Stelios Petrakis
Crete’s Stelios Petrakis is at the peak of players of his island’s best-known traditional instrument, the Cretan lyra, a small pear-shaped fiddle held vertically on the knee. Its three bowed strings are stopped by the fingernails of the non-bowing hand rather than being pressed to the fingerboard. Its sound hovers on the enticing edge between fundamental and harmonics.
Petrakis is also a leading luthier, making the lyras and the other instruments he plays, including the traditional metal-strung lute laouto, and in conjunction with Ross Daly he’s developed and plays a range of lyras with ringing sympathetic strings. True to its title, this an album of his lyra, and laouto, with a panoply of other traditional instruments played by musicians of equal stature to Petrakis, in music of rich lyricism, in melody and texture.
“Astro Sti Gaza” (‘Star in Gaza’), a wish for peace written by Petrakis with lyrics by his brother Yannis Petrakis, opens the album. At first a string drone, then Petrakis’s laouto and lyra, Maëlle Duchemin’s harp, Pavlos Spyropoulos’s double bass, and the percussion of Iranian Bijan Chemirani, who plays frame and flask hand-drums on most tracks. The dark, sinuous instrumental line is tracked by the husky vocal of Giorgis Xylouris, who sings on three tracks, the other six being instrumental. “Nathenas,” a traditional Cretan song in asymmetric rhythms, has a powerful ensemble of lyra, laouto, frame-drum, stick-hit davul, topped out by Breton Sylvain Barou’s reeds and Armenian shvi whistle. “Anglianico,” a stately melody composed by Petrakis, has the tremolo mandolins of Valencian musician Efrén López and Michalis Kontaxakis in an elegant almost orchestral sound with lyra, guitars (Antonis Voumvoulakis and Samuel Mele), Spyropoulos’s double bass, and the accordion of Mattia Marco Gregoriadis on whose improvisation the tarantella-like “Pukanè” is based.
Chemirani is particularly featured on his composition “Panj Pol,” a short finger-rippling, slapping solo on zarb flask-drum whose rhythm is the foundation for the song that it breaks into, “Agrilos,” by Petrakis with lyrics by brother Yannis celebrating the wine-producing district of Crete where they grew up. It develops into a big sound of massed instruments, with a break on frame-drum and Sakir Oran Uygan’s big double-headed davul drum before a surge of squealing tulum bagpipe and other wind instruments from Barou.

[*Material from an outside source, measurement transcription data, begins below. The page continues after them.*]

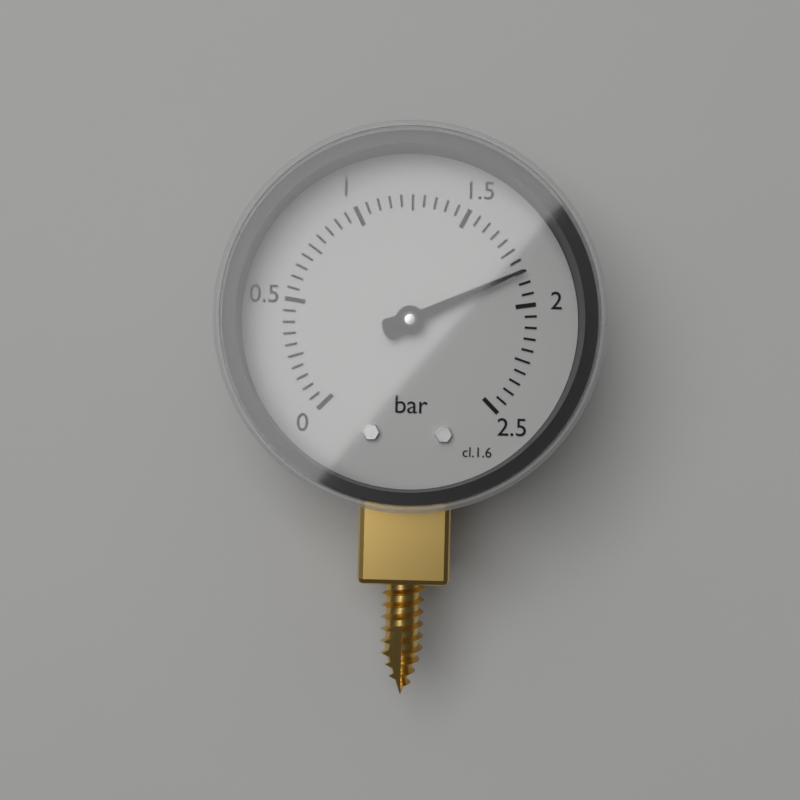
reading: 1.85 bar
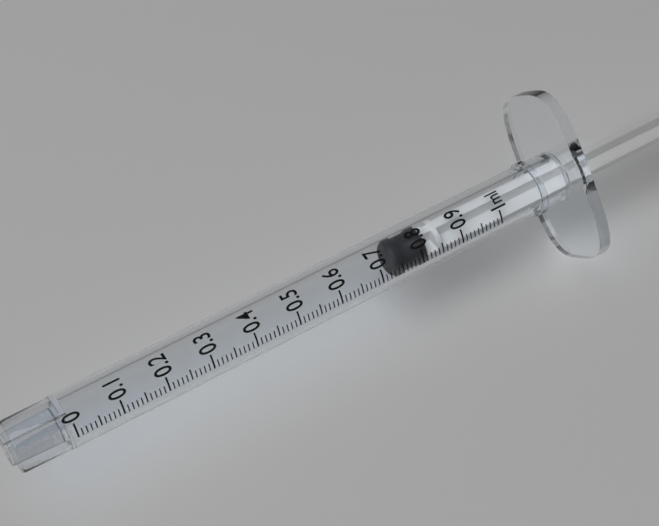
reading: 0.74 ml
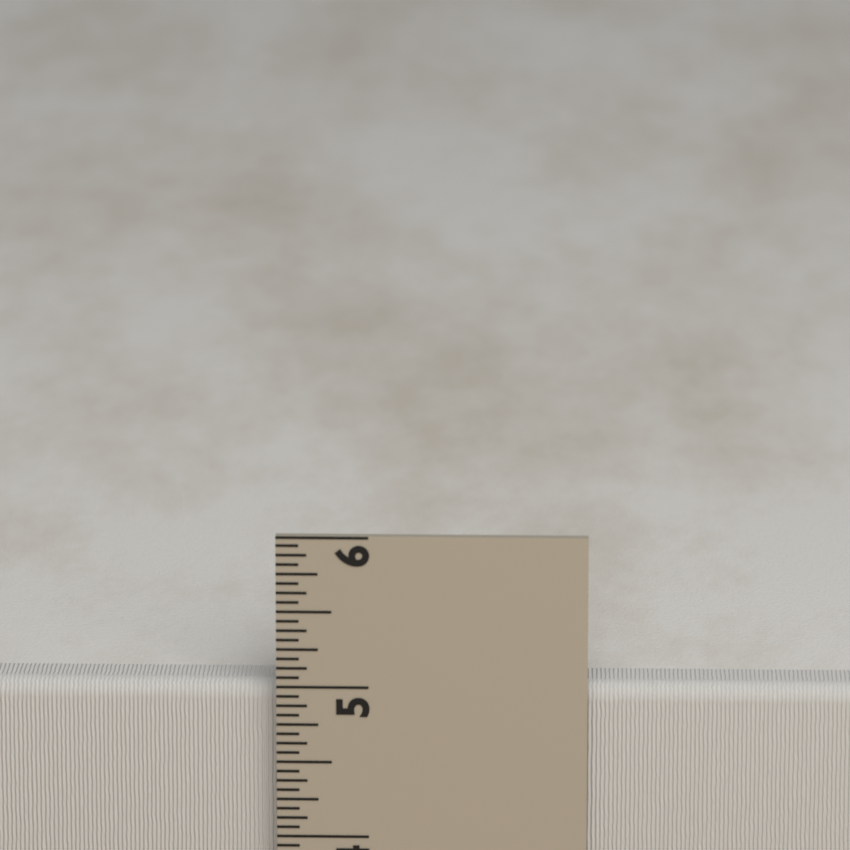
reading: 5.0000 in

“Evlerin Önü Mersin,” a traditional tune from Asia Minor, has a march-like feel, beginning with keening lyra over a slow, inexorable drum pulse, building to soaring epic as more instruments join, peaking with Barou’s zurnas. “Muixeranga,” again with a steady, imposing pulse, is an anthemic tune played in Valencia during the Muixeranga, the traditional building of excitingly high pyramidal human towers in which the big and strong form the bottom layers and the youngest and lightest clamber up to form the topmost. Petrakis intends the track as a message of support to Valencia following the climate-change-driven floods of 2024.
Preluded and accompanied by ringing 3/4 time arpeggiating plucked strings and percussion, with the melody played on lyra, the source of “Nothing Else Matters,” is unexpected: it’s a beautiful version, evocative of memory and perhaps sadness, of a Metallica number.